Peter C. Newman 1929-2023

After serving five years as press secretary to Robert Stanfield, leader of the Progressive Conservative Party, I tried to get back into journalism, but no one would have me. I guess they thought I would sneak Tory propaganda into my writing. So I became director of public affairs for the Bank of Nova Scotia. Two years later, suitably drycleaned, I tried again.
Peter C. Newman, editor of Maclean’s, was about to take the magazine weekly in 1978. My job interview with him took place during his lunch hour. He was sitting in the slot of a kidney-shaped desk, unwrapping his sandwich. He removed the top slice of bread and threw it into the waste basket.
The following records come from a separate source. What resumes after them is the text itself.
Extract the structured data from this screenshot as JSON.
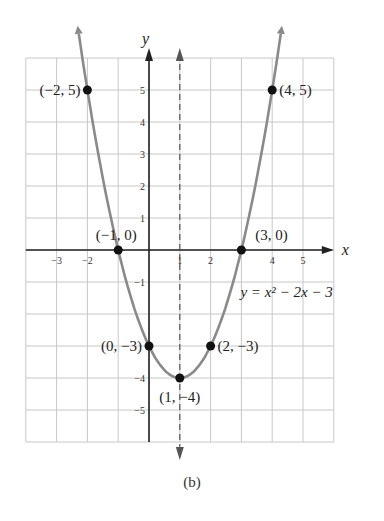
{
  "chart_data": {
    "type": "line",
    "title": "",
    "caption": "(b)",
    "xlabel": "x",
    "ylabel": "y",
    "xlim": [
      -4,
      6
    ],
    "ylim": [
      -6,
      6
    ],
    "grid": true,
    "x_ticks": [
      "-3",
      "-2",
      "1",
      "2",
      "4",
      "5"
    ],
    "y_ticks": [
      "5",
      "4",
      "3",
      "2",
      "1",
      "-1",
      "-4",
      "-5"
    ],
    "series": [
      {
        "name": "y = x^2 - 2x - 3",
        "equation_label": "y = x² − 2x − 3",
        "color": "#8a8a8a",
        "x": [
          -2,
          -1,
          0,
          1,
          2,
          3,
          4
        ],
        "y": [
          5,
          0,
          -3,
          -4,
          -3,
          0,
          5
        ]
      }
    ],
    "points": [
      {
        "x": -2,
        "y": 5,
        "label": "(−2, 5)"
      },
      {
        "x": 4,
        "y": 5,
        "label": "(4, 5)"
      },
      {
        "x": -1,
        "y": 0,
        "label": "(−1, 0)"
      },
      {
        "x": 3,
        "y": 0,
        "label": "(3, 0)"
      },
      {
        "x": 0,
        "y": -3,
        "label": "(0, −3)"
      },
      {
        "x": 2,
        "y": -3,
        "label": "(2, −3)"
      },
      {
        "x": 1,
        "y": -4,
        "label": "(1, −4)"
      }
    ],
    "axis_of_symmetry": {
      "x": 1,
      "style": "dashed"
    }
  }
}
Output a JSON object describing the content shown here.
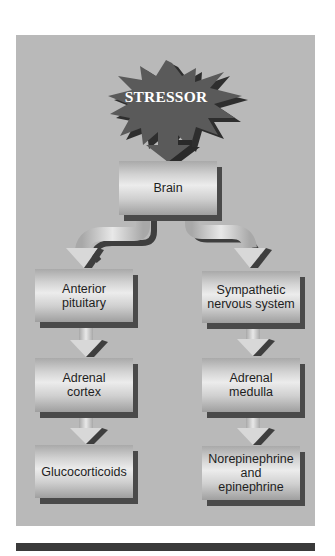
{
  "diagram": {
    "stressor": {
      "label": "STRESSOR",
      "color": "#5a5a5a"
    },
    "nodes": {
      "brain": "Brain",
      "anterior_pituitary": [
        "Anterior",
        "pituitary"
      ],
      "sympathetic_nervous_system": [
        "Sympathetic",
        "nervous system"
      ],
      "adrenal_cortex": [
        "Adrenal",
        "cortex"
      ],
      "adrenal_medulla": [
        "Adrenal",
        "medulla"
      ],
      "glucocorticoids": "Glucocorticoids",
      "norepinephrine_epinephrine": [
        "Norepinephrine",
        "and",
        "epinephrine"
      ]
    },
    "edges": [
      [
        "STRESSOR",
        "Brain"
      ],
      [
        "Brain",
        "Anterior pituitary"
      ],
      [
        "Brain",
        "Sympathetic nervous system"
      ],
      [
        "Anterior pituitary",
        "Adrenal cortex"
      ],
      [
        "Adrenal cortex",
        "Glucocorticoids"
      ],
      [
        "Sympathetic nervous system",
        "Adrenal medulla"
      ],
      [
        "Adrenal medulla",
        "Norepinephrine and epinephrine"
      ]
    ],
    "colors": {
      "panel": "#b9b9b9",
      "shadow": "#4a4a4a",
      "bottom_bar": "#3a3a3a"
    }
  }
}
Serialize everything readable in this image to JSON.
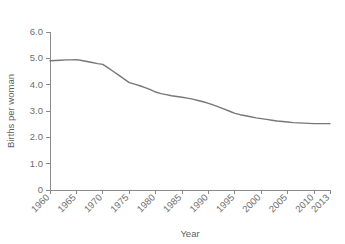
{
  "chart_data": {
    "type": "line",
    "title": "",
    "subtitle": "",
    "xlabel": "Year",
    "ylabel": "Births per woman",
    "xlim": [
      1960,
      2013
    ],
    "ylim": [
      0,
      6.0
    ],
    "grid": false,
    "legend": null,
    "line_color": "#777777",
    "axis_color": "#8a8a8a",
    "text_color": "#6e6e6e",
    "background_color": "#ffffff",
    "yticks": [
      "6.0",
      "5.0",
      "4.0",
      "3.0",
      "2.0",
      "1.0",
      "0"
    ],
    "ytick_values": [
      6.0,
      5.0,
      4.0,
      3.0,
      2.0,
      1.0,
      0
    ],
    "xticks": [
      "1960",
      "1965",
      "1970",
      "1975",
      "1980",
      "1985",
      "1990",
      "1995",
      "2000",
      "2005",
      "2010",
      "2013"
    ],
    "xtick_values": [
      1960,
      1965,
      1970,
      1975,
      1980,
      1985,
      1990,
      1995,
      2000,
      2005,
      2010,
      2013
    ],
    "series": [
      {
        "name": "Births per woman",
        "x": [
          1960,
          1961,
          1962,
          1963,
          1964,
          1965,
          1966,
          1967,
          1968,
          1969,
          1970,
          1971,
          1972,
          1973,
          1974,
          1975,
          1976,
          1977,
          1978,
          1979,
          1980,
          1981,
          1982,
          1983,
          1984,
          1985,
          1986,
          1987,
          1988,
          1989,
          1990,
          1991,
          1992,
          1993,
          1994,
          1995,
          1996,
          1997,
          1998,
          1999,
          2000,
          2001,
          2002,
          2003,
          2004,
          2005,
          2006,
          2007,
          2008,
          2009,
          2010,
          2011,
          2012,
          2013
        ],
        "values": [
          4.91,
          4.92,
          4.93,
          4.94,
          4.94,
          4.95,
          4.92,
          4.88,
          4.84,
          4.8,
          4.77,
          4.64,
          4.5,
          4.36,
          4.22,
          4.08,
          4.02,
          3.96,
          3.89,
          3.81,
          3.72,
          3.66,
          3.62,
          3.58,
          3.55,
          3.52,
          3.49,
          3.45,
          3.4,
          3.35,
          3.29,
          3.22,
          3.15,
          3.07,
          2.99,
          2.91,
          2.86,
          2.82,
          2.78,
          2.74,
          2.71,
          2.68,
          2.65,
          2.62,
          2.6,
          2.58,
          2.56,
          2.55,
          2.54,
          2.53,
          2.52,
          2.52,
          2.52,
          2.52
        ]
      }
    ]
  },
  "axis": {
    "x_title": "Year",
    "y_title": "Births per woman"
  }
}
The lettuce met the same fate followed by the tomato slices. Down to the chopped egg, he ate what was left. I thought, “What else would an editor do but strip something down to the essentials?” He hired me as business editor. Two issues later, I wrote the cover story about Conrad Black who had just acquired Argus Corp. What a way to return to journalism!
At some point, Peter said to me, “I’m not going to do a book about the banks, why don’t you?” It was classic; he gave me something he didn’t want. But I embraced the idea and began research and writing what became “The Moneyspinners,” published in 1983, that spent fourteen weeks on the best seller list.
I even mimicked Peter’s writing habit – get up at 4:30 a.m. so you can write and then go do your day job. After a while, I said to him, “I’ve written sixty pages and I can’t get the first chapter stopped.” “You write the first chapter last,” he said, “it’s the epilogue.” With such advice, one can prosper.
For all Peter’s savvy, I did not follow all his ways. Many politicians accepted his invitation to come to his office for an interview and then be featured in his weekly editorial. Such a one was Joe Clark, PC leader after Stanfield. In his editorial Peter described him by saying something along the lines of: He came into the room like a faun eating broccoli from a cupped hand. This was the kind of situation where Peter stopped being a journalist and became a writer of creative non-fiction. He wrote that sentence before they even met.
Peter had detractors for other reasons. Historians dismissed him because his books sold better than theirs. Lazy journalists robbed material from his research without giving credit. For me, Peter was a wonderful mentor. Without his prompting, I wouldn’t have written seventeen successful books in the last forty years. So, thank you, Peter. One last time.